By Da Cheung
The global transition to green energy may look sleek and futuristic, but it is fundamentally tethered to the traditional heavy industry of mineral extraction.
That reality was underscored this week when Contemporary Amperex Technology Co. Limited (CATL) (300750.SZ, 3750.HK), the world’s dominant battery maker, hired 69-year-old mining tycoon Chen Jinghe as an advisor for its upstream resource department. Chen, who founded and built Zijin Mining into a $100 billion global mining powerhouse, retired in January. His swift return to the corporate world, just three months later, underscores how crucial mineral resources are to the renewable energy industry under the constraints of current clean energy technologies.
The Chinese battery behemoth announced in March that its 2025 net profit surged 42.3% to 72.2 billion yuan ($10 billion) on a 17% increase in revenue to 423.7 billion yuan. In a sign of just how much cash the business is generating, CATL announced a special dividend of 47.79 yuan per 10 shares on top of a final dividend of 21.78 yuan per 10 shares.
The company now commands a 39.2% share of the global electric vehicle (EV) battery market and 30% of the energy storage sector. However, volatile prices and geopolitical scrambles for critical metals like lithium, nickel, and cobalt remain significant vulnerabilities for the industry.
Securing the supply chain
Mining is a notoriously high-risk, capital-intensive sector where automakers and tech companies often stumble due to a lack of operational expertise. CATL has already aggressively acquired stakes in assets around the world, including a 24% share in a massive lithium mine in the Democratic Republic of Congo and multiple salt lake projects in South America.
By bringing Chen on board, CATL aims to “borrow the brain” of a world-class mining strategist, according to a report in Jiemian. Chen is renowned for the “Zijin model,” which excels in extracting value from low-grade ores, slashing operating costs, and navigating complex international acquisitions.
The convergence of old mining and new tech goes both ways. Traditional resource companies like Zijin Mining are actively pushing into the green sector. Late last year, Zijin helped launch China’s first ship powered by an ammonia-hydrogen internal combustion engine. The company says the vessel reduces carbon emissions by over 99% and slashes operating costs by 45% compared with traditional vessels that use fossil fuels.
Navigating the geopolitical chessboard
CATL’s upstream consolidation comes as it races to strengthen its grip on overseas markets. To bypass trade barriers in Europe, Chinese new energy firms including EV and battery maker BYD are building massive factories in Eastern European countries like Hungary. CATL poured a record amount of capital into European equipment installations in late 2025 to ensure its factories achieve mass production by early 2026, according to a report by 36Kr.
The U.S. market, however, presents steeper geopolitical hurdles, with complex tariffs and investment restrictions that have driven CATL to forge an alternative path through technology licensing. Ford recently announced it would invest $2 billion to repurpose parts of its U.S. manufacturing capabilities into battery energy storage operations, pivoting away from producing large passenger EVs.
The U.S. automaker has struck a licensing deal with CATL to use its lithium iron phosphate (LFP) technology. LFP batteries don’t use expensive, controversial metals such as cobalt and nickel, making them significantly cheaper, more thermally stable, and capable of enduring thousands of charging cycles without degrading. Automakers like Nissan say this chemistry drastically reduces the risk of battery fires and lowers production costs compared with standard ternary lithium-ion batteries.
The Matthew Effect in clean energy
Chinese companies have scored a decisive win in the current battery battle — seven of them combined account for 84% of global energy storage battery shipments, leaving foreign rivals like South Korea’s LG Energy Solution and Japan’s Panasonic lagging far behind. Korean companies hold a mere 4% of the energy storage market, partly due to the safety limitations of their preferred battery chemistries in large-scale storage applications.
CATL is aggressively expanding its battery swapping network in China, aiming to deploy over 3,000 passenger-car battery-swapping stations in a network that will stretch across more than 140 cities by the end of 2026. It also plans a smaller network for heavy-duty trucks.
But its ambitions go beyond cars and energy grids. It is rapidly expanding into other electric-powered modes of transport including ships, electric vertical takeoff and landing aircraft (eVTOLs), and commercial trucking.
CATL is transitioning from a battery manufacturer into a fully integrated energy metals giant. As the clean energy sector matures, its dominant position is set to amplify a powerful “Matthew effect”, with the industry’s richest player getting richer still.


Task item
Your task is to copy the lines of the data below from the line holding "Enumerate the UI" through the line holding "Extract all elements", inclusive, exactly and with nothing added.

______________________________

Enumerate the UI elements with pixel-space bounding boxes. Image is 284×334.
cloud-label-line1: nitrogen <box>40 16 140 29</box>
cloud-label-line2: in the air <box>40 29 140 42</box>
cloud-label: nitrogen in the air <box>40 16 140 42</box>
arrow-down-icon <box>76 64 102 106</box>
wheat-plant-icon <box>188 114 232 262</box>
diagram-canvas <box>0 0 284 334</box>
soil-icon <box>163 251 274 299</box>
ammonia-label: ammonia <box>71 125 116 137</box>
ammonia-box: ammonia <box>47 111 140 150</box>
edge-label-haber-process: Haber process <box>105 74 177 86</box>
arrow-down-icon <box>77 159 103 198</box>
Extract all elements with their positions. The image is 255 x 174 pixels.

______________________________

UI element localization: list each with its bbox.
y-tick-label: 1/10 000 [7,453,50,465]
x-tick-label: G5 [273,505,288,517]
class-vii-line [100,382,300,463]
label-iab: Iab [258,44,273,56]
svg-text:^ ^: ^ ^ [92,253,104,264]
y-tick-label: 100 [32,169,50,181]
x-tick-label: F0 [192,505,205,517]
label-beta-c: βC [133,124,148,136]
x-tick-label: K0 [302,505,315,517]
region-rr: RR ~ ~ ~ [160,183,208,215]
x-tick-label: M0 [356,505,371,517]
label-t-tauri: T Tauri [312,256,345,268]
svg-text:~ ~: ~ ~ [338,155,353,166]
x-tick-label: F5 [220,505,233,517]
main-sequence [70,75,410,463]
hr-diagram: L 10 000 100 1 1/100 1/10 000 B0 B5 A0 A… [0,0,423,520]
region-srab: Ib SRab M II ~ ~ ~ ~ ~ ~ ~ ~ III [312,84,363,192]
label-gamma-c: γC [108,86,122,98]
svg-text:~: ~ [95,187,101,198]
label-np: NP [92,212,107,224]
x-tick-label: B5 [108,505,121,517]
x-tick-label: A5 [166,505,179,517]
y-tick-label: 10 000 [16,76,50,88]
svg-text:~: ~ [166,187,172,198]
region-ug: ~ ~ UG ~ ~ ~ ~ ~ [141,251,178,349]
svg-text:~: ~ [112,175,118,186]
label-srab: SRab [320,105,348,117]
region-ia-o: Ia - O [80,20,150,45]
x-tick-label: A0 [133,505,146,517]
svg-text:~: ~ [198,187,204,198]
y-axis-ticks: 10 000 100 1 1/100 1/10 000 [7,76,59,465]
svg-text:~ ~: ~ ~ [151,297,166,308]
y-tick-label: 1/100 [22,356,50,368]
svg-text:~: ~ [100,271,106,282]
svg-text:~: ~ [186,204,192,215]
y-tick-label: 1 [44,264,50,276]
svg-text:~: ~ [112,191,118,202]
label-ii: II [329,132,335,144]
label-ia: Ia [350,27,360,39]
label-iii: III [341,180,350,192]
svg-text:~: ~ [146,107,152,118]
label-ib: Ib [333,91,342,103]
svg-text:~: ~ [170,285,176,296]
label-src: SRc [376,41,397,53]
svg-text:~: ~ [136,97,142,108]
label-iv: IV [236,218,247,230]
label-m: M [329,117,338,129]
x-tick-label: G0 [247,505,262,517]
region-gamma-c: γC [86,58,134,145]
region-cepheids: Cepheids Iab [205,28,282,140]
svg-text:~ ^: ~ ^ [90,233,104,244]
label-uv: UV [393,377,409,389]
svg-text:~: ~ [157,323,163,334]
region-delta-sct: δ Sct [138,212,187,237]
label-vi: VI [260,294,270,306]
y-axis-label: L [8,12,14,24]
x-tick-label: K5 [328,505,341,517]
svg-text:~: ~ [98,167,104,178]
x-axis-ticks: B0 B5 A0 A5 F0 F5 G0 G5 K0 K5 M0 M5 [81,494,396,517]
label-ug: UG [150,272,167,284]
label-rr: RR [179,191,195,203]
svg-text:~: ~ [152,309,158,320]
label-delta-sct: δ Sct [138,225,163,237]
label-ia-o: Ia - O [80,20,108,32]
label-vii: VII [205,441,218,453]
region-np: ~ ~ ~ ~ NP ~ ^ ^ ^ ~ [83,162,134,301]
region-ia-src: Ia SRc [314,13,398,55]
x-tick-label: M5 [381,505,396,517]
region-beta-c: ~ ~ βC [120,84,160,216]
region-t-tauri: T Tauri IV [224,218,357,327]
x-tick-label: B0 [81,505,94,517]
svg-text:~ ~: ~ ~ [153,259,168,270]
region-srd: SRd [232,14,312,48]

______________________________

Exercise output
Enumerate the UI elements with pixel-space bounding boxes. Image is 284×334.
cloud-label-line1: nitrogen <box>40 16 140 29</box>
cloud-label-line2: in the air <box>40 29 140 42</box>
cloud-label: nitrogen in the air <box>40 16 140 42</box>
arrow-down-icon <box>76 64 102 106</box>
wheat-plant-icon <box>188 114 232 262</box>
diagram-canvas <box>0 0 284 334</box>
soil-icon <box>163 251 274 299</box>
ammonia-label: ammonia <box>71 125 116 137</box>
ammonia-box: ammonia <box>47 111 140 150</box>
edge-label-haber-process: Haber process <box>105 74 177 86</box>
arrow-down-icon <box>77 159 103 198</box>
Extract all elements with their positions. The image is 255 x 174 pixels.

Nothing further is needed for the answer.